In lieu of an abstract, here is a brief excerpt of the content:

Reviewed by:
  • The Climate Crisis: South African and global democratic eco-socialist alternatives ed. by Vishwas Satgar
  • David Hallowes (bio)
Vishwas Satgar (ed) (2018) The Climate Crisis: South African and global democratic eco-socialist alternatives. Johannesburg: Wits University Press

Between 10 and 14 million years ago, the concentration of carbon dioxide CO2 stabilised at over 400 parts per million (ppm). The world was then then 3 to 6°C warmer than now and the sea level was 25 to 40 metres higher (Tripati et al 2009). In May 2013, the concentration touched 400 for the first time in about three million years. The difference now is that CO2 concentrations are still rising and at a faster pace than ever before in earth’s geological history. In April this year, it topped 411 ppm and will probably average about 409 ppm for the whole year. That compares with 280 ppm in the pre-industrial atmosphere. The earth’s temperature has meanwhile risen by about 1.3°C above the pre-industrial eighteenth century. Unless this is reversed soon, runaway climate change will follow and much of the world will become uninhabitable for humans.

There is a lag between rising carbon concentrations and rising temperatures so we are now feeling the consequences of yesteryear’s emissions. And those consequences are already dire. At present, there are five categories of tropical cyclone but scientists are now debating the need for ‘category 6’ as more storms come in with wind speeds of over 320 kmh. The 2017 Atlantic hurricanes caused unprecedented damage: Harvey flooded Texas, Irma left several Caribbean islands in ruins, and Maria devastated Dominica and Puerto Rico. Late in the season, Ophelia turned north and east to go where no hurricanes have been before. Its tail lashed Ireland and Britain. [End Page 88]

At the other end of the weather spectrum, heat and drought has parched the land. In 2015, California entered the fifth year of its worst drought ever. In Sao Paulo, Brazil, the taps were dry for most of the day. In southern Africa, the maize crop wilted, cattle died and food prices soared. In northern KwaZulu-Natal, the taps ran dry in several towns.

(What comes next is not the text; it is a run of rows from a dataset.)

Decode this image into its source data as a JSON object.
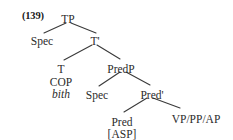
{
  "figure": {
    "example_number": "(139)",
    "kind": "syntax-tree",
    "background_color": "#ffffff",
    "text_color": "#2b2b2b",
    "line_color": "#3a3a3a"
  },
  "tree": {
    "nodes": [
      {
        "id": "tp",
        "label": "TP",
        "x": 68,
        "y": 14
      },
      {
        "id": "spec-tp",
        "label": "Spec",
        "x": 42,
        "y": 36
      },
      {
        "id": "tbar",
        "label": "T'",
        "x": 95,
        "y": 36
      },
      {
        "id": "t",
        "label": "T",
        "x": 61,
        "y": 64
      },
      {
        "id": "predp",
        "label": "PredP",
        "x": 121,
        "y": 64
      },
      {
        "id": "spec-pred",
        "label": "Spec",
        "x": 97,
        "y": 90
      },
      {
        "id": "predbar",
        "label": "Pred'",
        "x": 152,
        "y": 90
      },
      {
        "id": "pred",
        "label": "Pred",
        "x": 122,
        "y": 117
      },
      {
        "id": "complement",
        "label": "VP/PP/AP",
        "x": 196,
        "y": 114
      }
    ],
    "terminals": [
      {
        "id": "t-cop",
        "label": "COP",
        "x": 61,
        "y": 77,
        "style": "roman"
      },
      {
        "id": "t-bith",
        "label": "bith",
        "x": 61,
        "y": 89,
        "style": "italic"
      },
      {
        "id": "pred-asp",
        "label": "[ASP]",
        "x": 122,
        "y": 129,
        "style": "roman"
      }
    ],
    "branches": [
      {
        "id": "tp-to-spec",
        "x1": 66,
        "y1": 23,
        "x2": 44,
        "y2": 33
      },
      {
        "id": "tp-to-tbar",
        "x1": 71,
        "y1": 23,
        "x2": 96,
        "y2": 33
      },
      {
        "id": "tbar-to-t",
        "x1": 92,
        "y1": 45,
        "x2": 64,
        "y2": 60
      },
      {
        "id": "tbar-to-predp",
        "x1": 97,
        "y1": 45,
        "x2": 120,
        "y2": 59
      },
      {
        "id": "predp-to-spec",
        "x1": 120,
        "y1": 72,
        "x2": 99,
        "y2": 86
      },
      {
        "id": "predp-to-predbar",
        "x1": 126,
        "y1": 72,
        "x2": 150,
        "y2": 85
      },
      {
        "id": "predbar-to-pred",
        "x1": 147,
        "y1": 98,
        "x2": 124,
        "y2": 112
      },
      {
        "id": "predbar-to-comp",
        "x1": 153,
        "y1": 98,
        "x2": 180,
        "y2": 108
      }
    ]
  }
}
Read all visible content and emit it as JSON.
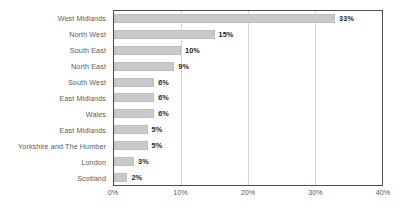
{
  "chart_data": {
    "type": "bar",
    "orientation": "horizontal",
    "title": "",
    "xlabel": "",
    "ylabel": "",
    "categories": [
      "West Midlands",
      "North West",
      "South East",
      "North East",
      "South West",
      "East Midlands",
      "Wales",
      "East Midlands",
      "Yorkshire and The Humber",
      "London",
      "Scotland"
    ],
    "values": [
      33,
      15,
      10,
      9,
      6,
      6,
      6,
      5,
      5,
      3,
      2
    ],
    "value_labels": [
      "33%",
      "15%",
      "10%",
      "9%",
      "6%",
      "6%",
      "6%",
      "5%",
      "5%",
      "3%",
      "2%"
    ],
    "xlim": [
      0,
      40
    ],
    "xticks": [
      0,
      10,
      20,
      30,
      40
    ],
    "xtick_labels": [
      "0%",
      "10%",
      "20%",
      "30%",
      "40%"
    ],
    "gridlines": {
      "vertical": true,
      "horizontal": false
    },
    "legend": null,
    "bar_color": "#c9c9c9",
    "bar_border_color": "#bdbdbd",
    "plot_border_color": "#4c4c4c",
    "gridline_color": "#d4d4d4",
    "label_color": "#5a5a5a",
    "value_label_color": "#1f1f1f",
    "background_color": "#ffffff"
  }
}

Over the next three years, Cape Town became the next big city after Sao Paulo to watch the dams dry out.

Whether from flood, drought or heat, whether in Los Angeles, Sao Paulo, Cape Town or rural KwaZulu-Natal, it is common cause that the poor suffer first and worst. In the mainstream telling of it, however, whether by the scientists of the International Panel on Climate Change (IPCC), the secretariat of the United Nations Framework Convention on Climate Change (UNFCCC), the country delegations of both ‘developed’ and ‘developing’ countries, the managers and arbiters of climate finance at the Green Climate Fund (GCF), the World Bank and other international finance institutions, poor people – even ‘poor and marginalised’ people – come without class. Rich people, in contrast, are never mentioned. Poverty is a function of the absence of development, never of class relations.

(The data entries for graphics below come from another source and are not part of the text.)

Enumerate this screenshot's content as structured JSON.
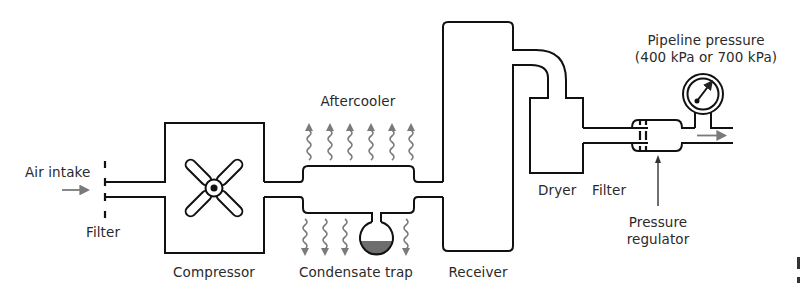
{
  "diagram": {
    "colors": {
      "line": "#111111",
      "heat_arrow": "#7a7a7a",
      "flow_arrow": "#7a7a7a",
      "condensate": "#6e6e6e",
      "background": "#ffffff"
    },
    "labels": {
      "air_intake": "Air intake",
      "intake_filter": "Filter",
      "compressor": "Compressor",
      "aftercooler": "Aftercooler",
      "condensate_trap": "Condensate trap",
      "receiver": "Receiver",
      "dryer": "Dryer",
      "line_filter": "Filter",
      "pressure_regulator_line1": "Pressure",
      "pressure_regulator_line2": "regulator",
      "pipeline_pressure_line1": "Pipeline pressure",
      "pipeline_pressure_line2": "(400 kPa or 700 kPa)"
    },
    "components": [
      {
        "id": "air-intake",
        "name": "Air intake",
        "icon": "arrow-right-icon"
      },
      {
        "id": "intake-filter",
        "name": "Filter",
        "icon": "filter-icon"
      },
      {
        "id": "compressor",
        "name": "Compressor",
        "icon": "fan-icon"
      },
      {
        "id": "aftercooler",
        "name": "Aftercooler",
        "icon": "heat-wave-icon"
      },
      {
        "id": "condensate-trap",
        "name": "Condensate trap",
        "icon": "trap-bulb-icon"
      },
      {
        "id": "receiver",
        "name": "Receiver",
        "icon": "tank-icon"
      },
      {
        "id": "dryer",
        "name": "Dryer",
        "icon": "dryer-box-icon"
      },
      {
        "id": "line-filter",
        "name": "Filter",
        "icon": "filter-icon"
      },
      {
        "id": "pressure-regulator",
        "name": "Pressure regulator",
        "icon": "regulator-icon"
      },
      {
        "id": "pressure-gauge",
        "name": "Pipeline pressure (400 kPa or 700 kPa)",
        "icon": "gauge-icon"
      }
    ],
    "flow_order": [
      "Air intake",
      "Filter",
      "Compressor",
      "Aftercooler",
      "Condensate trap",
      "Receiver",
      "Dryer",
      "Filter",
      "Pressure regulator",
      "Pipeline pressure"
    ],
    "heat_arrows": {
      "up_count": 6,
      "down_count": 4
    },
    "pipeline_pressure_values_kpa": [
      400,
      700
    ]
  }
}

The Climate Crisis is aptly named and Satgar rehearses the urgency of the situation in the opening pages. The heart of the book, however, is about reasserting the primacy of class. It’s not just about who dies first but about naming ‘the climate crisis as a systemic crisis of capitalist accumulation’ (2). Hence, the rich are central to the story. Over 500 years, Satgar argues, capitalism has been joined with imperial domination and the never-ending expansion required by the system is sustained by ecocide – ‘the destruction of conditions that sustain life such as ecosystems, the commons, as well as the destruction of actual human and non-human life forms’ – and is now bringing about the sixth great extinction of species in geological time along with climate change (55).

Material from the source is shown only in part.